Project Finance: Practical Case Studies

(Frankie) #1

The coordinating banks had to try to move both the project contracts and the financing ahead
at the same time. Some decisions on financing documents could not be made because the
credit structure was not yet defined by the project documents. For example, the bankers did
not know where the equipment would be coming from and how much ECA financing would
be available. They were concerned that, even though the PPA would be signed, the project
would not yet be structured enough to take to the lending community.


The bank underwriting


Even though a great deal of work remained to be done on negotiating and finalising the other
project contracts, the sponsors wanted some kind of underwriting commitment from Chase
and IBJ. Given the amount of financing required, Chase and IBJ had to start by estimating the
total amount that could be raised and the longest maturity available from each market, such
as the ECAs, the multilaterals and the commercial banks. The ECAs were offering a maxi-
mum maturity of 10 years for power plants, although there was some indication that they
might go out as far as 12 years in a competitive bidding situation. The commercial banks
appeared to have a capacity of about US$300–400 million for uncovered Indonesian risk, and
were willing to go out as far as eight years, with a four-year construction period and four
years of amortisation.
The two coordinating banks sought internal approval to underwrite the deal before syn-
dication with as much flexibility as possible.

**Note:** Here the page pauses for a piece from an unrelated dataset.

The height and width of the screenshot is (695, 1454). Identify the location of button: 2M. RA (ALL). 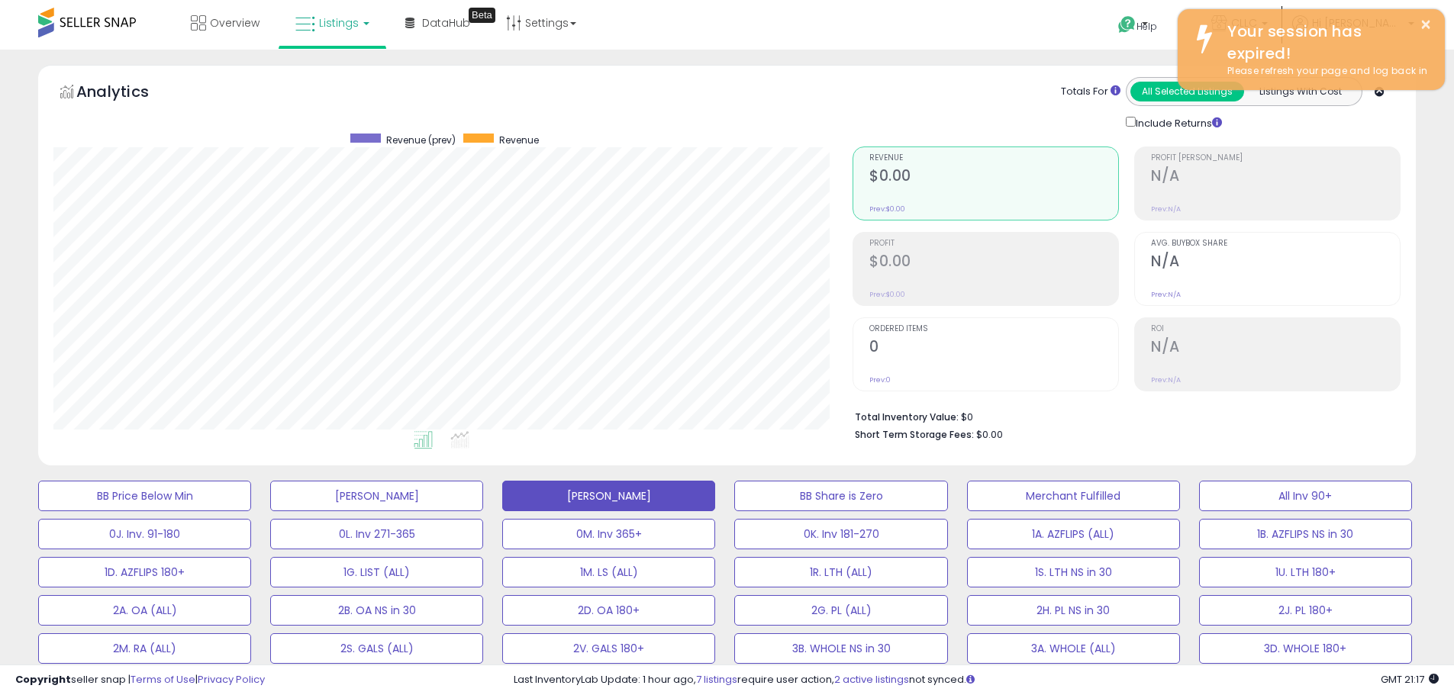
(144, 649).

To be safe, they got internal approval assuming
a minimum amount of ECA cover, hoping that the ECAs would provide a lot more, and nego-
tiated a term sheet with the sponsors. Then the coordinating banks talked to six additional
commercial banks, hoping that at least four would be willing to match Chase and IBJ’s
US$250 million underwriting commitments. They all accepted, so all eight banks were ratch-
eted down to US$187.5 million.
With commercial banks on board, attention turned to the official lenders. Although the
commercial banks were used to working in a fluid environment, the ECAs were not so flex-
ible. When first approached they replied with long lists of issues. On most of these issues they
said that they did not have enough information to analyse the credit because they did not have
all of the project documents. Another delay was caused by US Exim’s creation of a new pro-
ject finance group in the summer of 1994. While such a commitment by US Exim boded well
for project finance, the new group needed time to get started, and to redefine policies and pro-
cedures, before making major new commitments.
US Exim said right from the beginning that it would not assume construction risk, but
after a lot of time and effort the coordinating banks were able to persuade Jexim to take con-
struction risk. Looking back, Wood considers the bank group fortunate, in that all the ECAs
were willing to commit themselves to 12 years post-completion, and while the financing was
being arranged OPIC increased its maximum coverage for a single project from US$50 to
US$200 million. This minimised the final retention of uncovered debt and improved the debt-
coverage ratios.
An underwriting of this size before syndication was a real milestone for the Asian mar-
ket. Another related milestone was getting the Japanese Ministry of International Trade and
Industry (MITI) to commit itself to political risk coverage before all the banks were signed
up. MITI made an exception to its normal policy, giving the banks a time window to syndi-
cate the loan and reassign the political risk coverage to the participating banks.